The regulatory-affairs professional who advises companies — typically pharma, biotech, or medical-device clients — on regulatory strategy, submissions, and compliance matters as an external consultant. Working under senior consultants at the start of a client-facing RA career.
Most days tend to involve client research, regulatory-pathway analysis, submission support, and contributing to client deliverables under senior consultant oversight. You'll often handle background research in the morning, draft regulatory memos or filing components through the afternoon, and attend client calls or internal team strategy sessions to learn how senior consultants frame advice.
The hardest parts tend to be the breadth of client industries to understand and the billable-hour rhythm of consulting work. Client mix can shift quickly, and consulting compensation often ties to utilization. Consulting firms vary — boutique RA consultancies offer deep specialization and faster client exposure; large life-sciences consulting practices offer scale, branded resources, and slower advancement; freelance/solo consulting comes later in careers.
People who tend to thrive here are adaptable across client contexts, comfortable with billable-hour pressure, and good at translating complex regulations into client-actionable advice. If you want one industry and steady predictability, consulting variance can wear. If you find satisfaction in helping companies navigate the regulatory path to bringing products to people, consulting work can be intellectually broad and well-compensated.
Where this role sits in the broader career landscape — and where it can take you.
Roles like this one sit within a broader occupational category. The numbers below reflect that full landscape — helpful for context, but your specific experience will depend on level, specialty, and where you work.
The regulatory-affairs professional who advises companies — typically pharma, biotech, or medical-device clients — on regulatory strategy, submissions, and compliance matters as an external consultant. Working under senior consultants at the start of a client-facing RA career.
Median pay for a Junior Regulatory Affairs Consultant (ra Consultant) is about $78K nationally, with the field ranging roughly from $46K to $130K depending on experience, employer, and metro (BLS).
Core skills for this role include Writing, Speaking, Active Listening, Critical Thinking, and Judgment and Decision Making.
Most people in this role hold a bachelor's degree.
Employment in this field is projected to grow about 3% through 2034, with roughly 397,770 people working in it today (BLS).
Closely related roles include Regulatory Affairs Consultant (RA Consultant), Regulatory Analyst, and Senior Regulatory Analyst.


- [Exercise]: All that is needed is every line of the listing below that has "Privacy".

- [Data extracts]:
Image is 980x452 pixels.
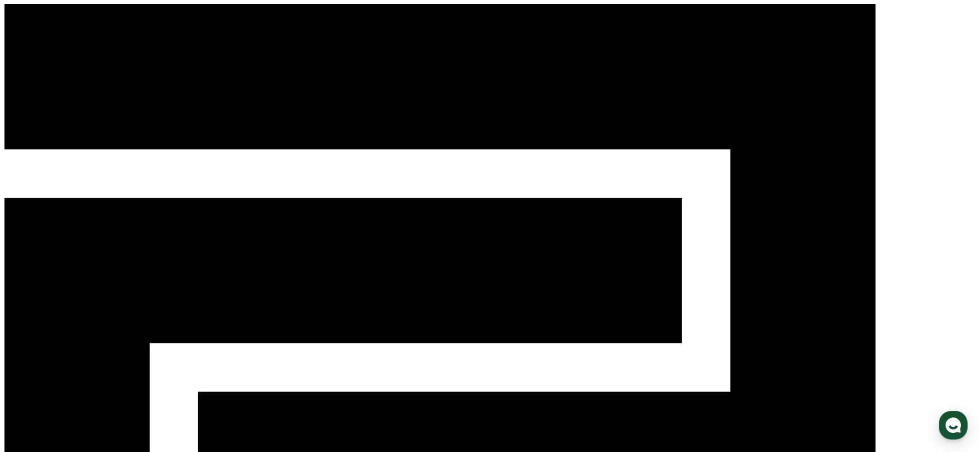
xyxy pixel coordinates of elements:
[133,326,197,352] a: 설정
[94,342,107,350] span: 대화
[68,326,133,352] a: 대화
[159,341,172,350] span: 설정
[3,326,68,352] a: 홈
[32,341,38,350] span: 홈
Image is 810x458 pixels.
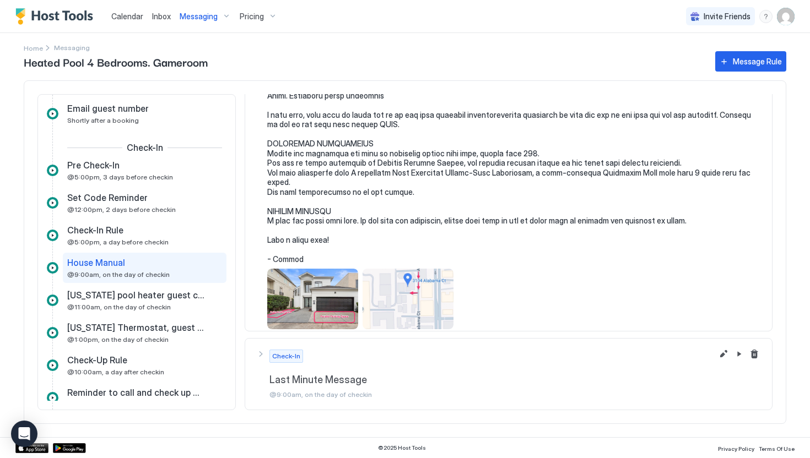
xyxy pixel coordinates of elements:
[67,103,149,114] span: Email guest number
[67,400,165,409] span: @12:00pm, a day after checkin
[67,322,204,333] span: [US_STATE] Thermostat, guest checking in
[67,335,169,344] span: @1:00pm, on the day of checkin
[269,391,761,399] span: @9:00am, on the day of checkin
[24,44,43,52] span: Home
[240,12,264,21] span: Pricing
[152,10,171,22] a: Inbox
[362,269,453,329] div: View image
[758,442,794,454] a: Terms Of Use
[732,348,745,361] button: Pause Message Rule
[67,238,169,246] span: @5:00pm, a day before checkin
[53,443,86,453] a: Google Play Store
[67,225,123,236] span: Check-In Rule
[717,348,730,361] button: Edit message rule
[180,12,218,21] span: Messaging
[269,374,761,387] span: Last Minute Message
[111,10,143,22] a: Calendar
[378,445,426,452] span: © 2025 Host Tools
[67,160,120,171] span: Pre Check-In
[67,173,173,181] span: @5:00pm, 3 days before checkin
[715,51,786,72] button: Message Rule
[272,351,300,361] span: Check-In
[67,387,204,398] span: Reminder to call and check up on guest
[67,257,125,268] span: House Manual
[67,205,176,214] span: @12:00pm, 2 days before checkin
[67,290,204,301] span: [US_STATE] pool heater guest checking in
[15,443,48,453] a: App Store
[127,142,163,153] span: Check-In
[245,339,772,410] button: Check-InLast Minute Message@9:00am, on the day of checkin
[733,56,782,67] div: Message Rule
[67,270,170,279] span: @9:00am, on the day of checkin
[67,192,148,203] span: Set Code Reminder
[24,53,704,70] span: Heated Pool 4 Bedrooms. Gameroom
[111,12,143,21] span: Calendar
[54,44,90,52] span: Breadcrumb
[777,8,794,25] div: User profile
[67,116,139,124] span: Shortly after a booking
[747,348,761,361] button: Delete message rule
[15,8,98,25] a: Host Tools Logo
[718,446,754,452] span: Privacy Policy
[759,10,772,23] div: menu
[758,446,794,452] span: Terms Of Use
[11,421,37,447] div: Open Intercom Messenger
[703,12,750,21] span: Invite Friends
[67,303,171,311] span: @11:00am, on the day of checkin
[24,42,43,53] a: Home
[267,269,358,329] div: View image
[67,368,164,376] span: @10:00am, a day after checkin
[24,42,43,53] div: Breadcrumb
[67,355,127,366] span: Check-Up Rule
[718,442,754,454] a: Privacy Policy
[152,12,171,21] span: Inbox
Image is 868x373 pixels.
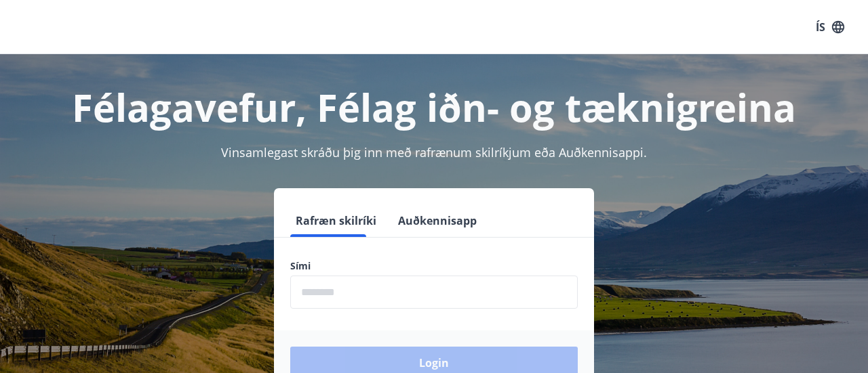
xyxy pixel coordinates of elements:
[290,204,381,237] button: Rafræn skilríki
[221,145,647,161] span: Vinsamlegast skráðu þig inn með rafrænum skilríkjum eða Auðkennisappi.
[808,15,852,39] button: ÍS
[392,204,482,237] button: Auðkennisapp
[16,81,852,133] h1: Félagavefur, Félag iðn- og tæknigreina
[290,259,578,273] label: Sími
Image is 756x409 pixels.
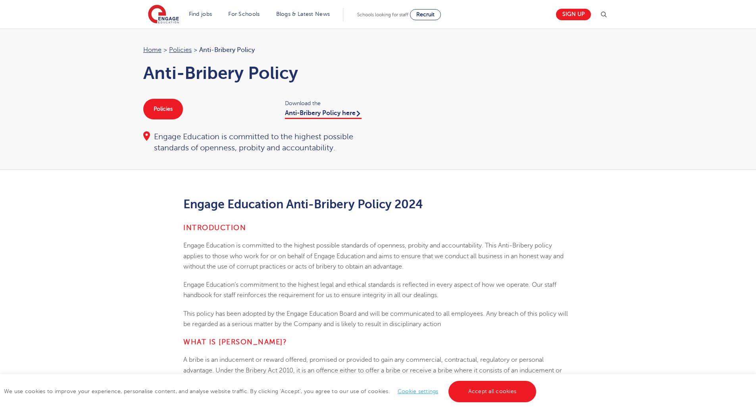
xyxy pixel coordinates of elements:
a: Anti-Bribery Policy here [285,110,362,119]
span: Download the [285,99,370,108]
span: > [164,46,167,54]
b: Introduction [183,224,246,232]
span: We use cookies to improve your experience, personalise content, and analyse website traffic. By c... [4,389,538,395]
span: > [194,46,197,54]
span: Anti-Bribery Policy [199,45,255,55]
h1: Anti-Bribery Policy [143,63,370,83]
a: Home [143,46,162,54]
b: What is [PERSON_NAME]? [183,338,287,346]
a: Find jobs [189,11,212,17]
strong: Engage Education Anti-Bribery Policy 2024 [183,198,423,211]
span: Recruit [416,12,435,17]
img: Engage Education [148,5,179,25]
a: Blogs & Latest News [276,11,330,17]
span: Engage Education’s commitment to the highest legal and ethical standards is reflected in every as... [183,281,557,299]
a: Policies [169,46,192,54]
a: Sign up [556,9,591,20]
nav: breadcrumb [143,45,370,55]
span: Schools looking for staff [357,12,409,17]
a: Cookie settings [398,389,439,395]
a: Accept all cookies [449,381,537,403]
a: Recruit [410,9,441,20]
a: For Schools [228,11,260,17]
span: Engage Education is committed to the highest possible standards of openness, probity and accounta... [183,242,564,270]
span: This policy has been adopted by the Engage Education Board and will be communicated to all employ... [183,310,568,328]
a: Policies [143,99,183,120]
span: A bribe is an inducement or reward offered, promised or provided to gain any commercial, contract... [183,357,562,395]
div: Engage Education is committed to the highest possible standards of openness, probity and accounta... [143,131,370,154]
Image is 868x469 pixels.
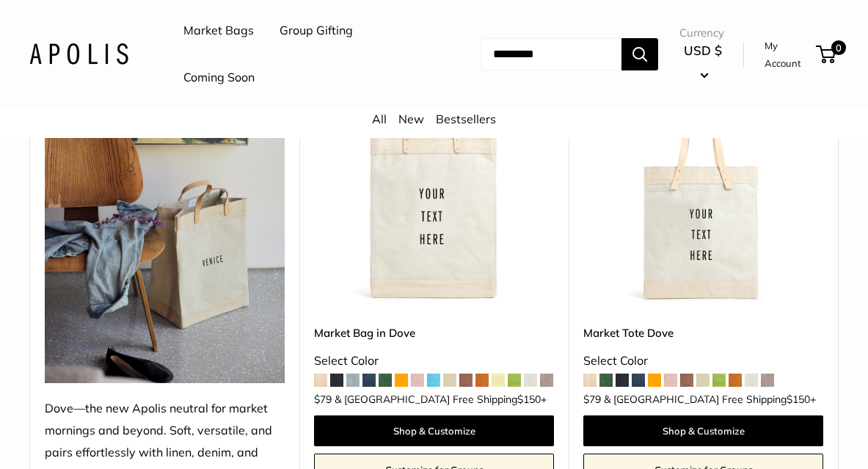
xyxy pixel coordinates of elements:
[315,415,554,446] a: Shop & Customize
[315,350,554,372] div: Select Color
[583,65,823,305] a: Market Tote DoveMarket Tote Dove
[583,350,823,372] div: Select Color
[604,393,817,404] span: & [GEOGRAPHIC_DATA] Free Shipping +
[436,112,497,126] a: Bestsellers
[818,46,836,63] a: 0
[315,393,331,406] span: $79
[679,22,727,43] span: Currency
[372,112,386,126] a: All
[684,43,722,58] span: USD $
[315,65,554,305] img: Market Bag in Dove
[583,65,823,305] img: Market Tote Dove
[335,393,547,404] span: & [GEOGRAPHIC_DATA] Free Shipping +
[787,393,810,406] span: $150
[315,324,554,341] a: Market Bag in Dove
[184,67,255,89] a: Coming Soon
[45,65,285,383] img: Dove—the new Apolis neutral for market mornings and beyond. Soft, versatile, and pairs effortless...
[280,20,353,42] a: Group Gifting
[184,20,254,42] a: Market Bags
[765,36,811,73] a: My Account
[583,324,823,341] a: Market Tote Dove
[29,43,129,64] img: Apolis
[399,112,425,126] a: New
[315,65,554,305] a: Market Bag in DoveMarket Bag in Dove
[517,393,541,406] span: $150
[583,393,601,406] span: $79
[482,38,622,71] input: Search...
[583,415,823,446] a: Shop & Customize
[679,39,727,86] button: USD $
[622,38,658,71] button: Search
[832,40,847,55] span: 0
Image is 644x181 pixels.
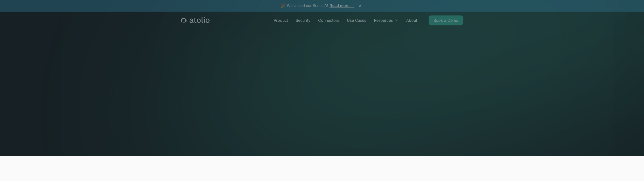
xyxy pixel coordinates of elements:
a: home [181,17,209,23]
a: Connectors [314,16,343,25]
a: Product [270,16,292,25]
div: Resources [374,17,392,23]
div: Resources [370,16,402,25]
a: Book a Demo [428,16,463,25]
a: Read more → [330,3,354,8]
span: 🎉 We closed our Series A! [281,3,354,9]
a: Security [292,16,314,25]
button: × [357,3,363,9]
a: Use Cases [343,16,370,25]
a: About [402,16,421,25]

- [Worked solution]:
[718,446,754,452] span: Privacy Policy
[718,442,754,454] a: Privacy Policy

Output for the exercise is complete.